New England, which has the country’s highest electricity prices, is particularly suitable for offshore wind. Many of the region’s coal and nuclear plants are retiring, and there is a shortage of pipeline capacity to bring natural gas to the area. There is little land for wind turbines onshore, and the sun doesn’t shine much there to allow for much solar power.
“There is a need for energy in the Northeast that is fundamental to electricity markets today,” Jeff Grybowski, CEO of Deepwater Wind, the developer of the Block Island wind farm. “Offshore wind is more like a baseload power plant than other types of renewables because wind blows stronger and more consistently offshore. It is a more likely power source to replace some of the retiring coal and nuclear plants. We are well positioned to solving that problem.”
Deepwater Wind is developing three other projects in the U.S., including winning a bid in last month’s auction for a 400-megawatt wind farm off Rhode Island’s shore.

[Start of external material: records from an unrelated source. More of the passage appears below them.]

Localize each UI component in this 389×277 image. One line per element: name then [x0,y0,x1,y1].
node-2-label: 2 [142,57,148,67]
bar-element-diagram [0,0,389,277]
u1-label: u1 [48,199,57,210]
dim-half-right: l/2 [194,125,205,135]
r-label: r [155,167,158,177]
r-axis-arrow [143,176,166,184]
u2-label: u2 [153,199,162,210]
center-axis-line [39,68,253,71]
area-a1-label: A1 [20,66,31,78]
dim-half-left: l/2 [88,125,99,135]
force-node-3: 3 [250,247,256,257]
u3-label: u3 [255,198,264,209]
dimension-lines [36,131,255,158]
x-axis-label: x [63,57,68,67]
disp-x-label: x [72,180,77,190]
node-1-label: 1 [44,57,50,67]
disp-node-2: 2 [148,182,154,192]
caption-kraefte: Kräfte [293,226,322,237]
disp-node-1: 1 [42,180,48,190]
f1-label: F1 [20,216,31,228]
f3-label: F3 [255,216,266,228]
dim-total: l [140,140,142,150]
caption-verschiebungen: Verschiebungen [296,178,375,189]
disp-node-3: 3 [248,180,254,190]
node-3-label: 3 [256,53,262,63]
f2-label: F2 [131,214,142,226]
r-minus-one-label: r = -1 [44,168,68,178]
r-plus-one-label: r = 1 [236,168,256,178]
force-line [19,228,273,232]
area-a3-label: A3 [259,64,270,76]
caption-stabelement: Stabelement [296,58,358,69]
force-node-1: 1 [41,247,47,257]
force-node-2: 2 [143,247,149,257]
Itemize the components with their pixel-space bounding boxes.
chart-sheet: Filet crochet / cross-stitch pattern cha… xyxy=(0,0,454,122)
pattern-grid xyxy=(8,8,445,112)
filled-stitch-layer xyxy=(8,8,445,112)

A 90-megawatt project in federal water off Long Island is slated to come online in 2022, Grybowski said, with the potential to produce three times as much power as the Block Island wind farm.
Deepwater is planning an an even bigger 120-megawatt project in federal water off the coast of Maryland, which has been approved by the state government and utility commission.
Grybowski said he purposely started small with Block Island, learning the lessons from the notorious failing of Cape Wind, a more than 400-megawatt offshore wind farm near Massachusetts that was never built.
Late last year, the company behind the wind project off Cape Cod gave up on the nearly two-decade fight to bring it to life, stymied by litigation, financial problems, and opposition from waterfront homeowners, fishermen, and others.
Block Island, which started producing wind in 2016, took eight years to develop, as Deepwater had to contend with state and federal regulatory hurdles.
“There were a lot of skeptics before Block Island that we could figure out how to do it in the U.S.,” Grybowski said. “It showed that you can actually get permits, financial entities can support a project like this, the utility can get comfortable buying energy from offshore wind, and stakeholders like fishermen can get to the point where they can live with offshore wind.”
Grybowski says he is now more comfortable pursuing bigger projects, as developers are working closer with the Interior Department and local fishing and shipping interests to minimize impact. Communities have resisted the projects for aesthetic reasons, viewing large turbines as eyesores.
“The most important decision you make on offshore wind is a real estate decision, where are you going to build it,” Grybowski said. “Picking the right location is a thing you can’t fix later. If you mess that up, the project will probably fail. That is the real challenge in our business. It’s not a construction challenge.”
Offshore wind has long struggled to gain traction in the U.S. to keep pace with Europe, especially northern countries such as Britain and Germany, where the energy source is mainstream, cheap and has benefited from subsidies.
Advocates say the U.S. can profit from being behind Europe, copying the technologies that have been successful, learning from mistakes, and entering the market when it’s more mature with lower cost.
“Being a newcomer in an emerging industry can actually work to our advantage,” Zinke said. “We are starting from a blank slate.”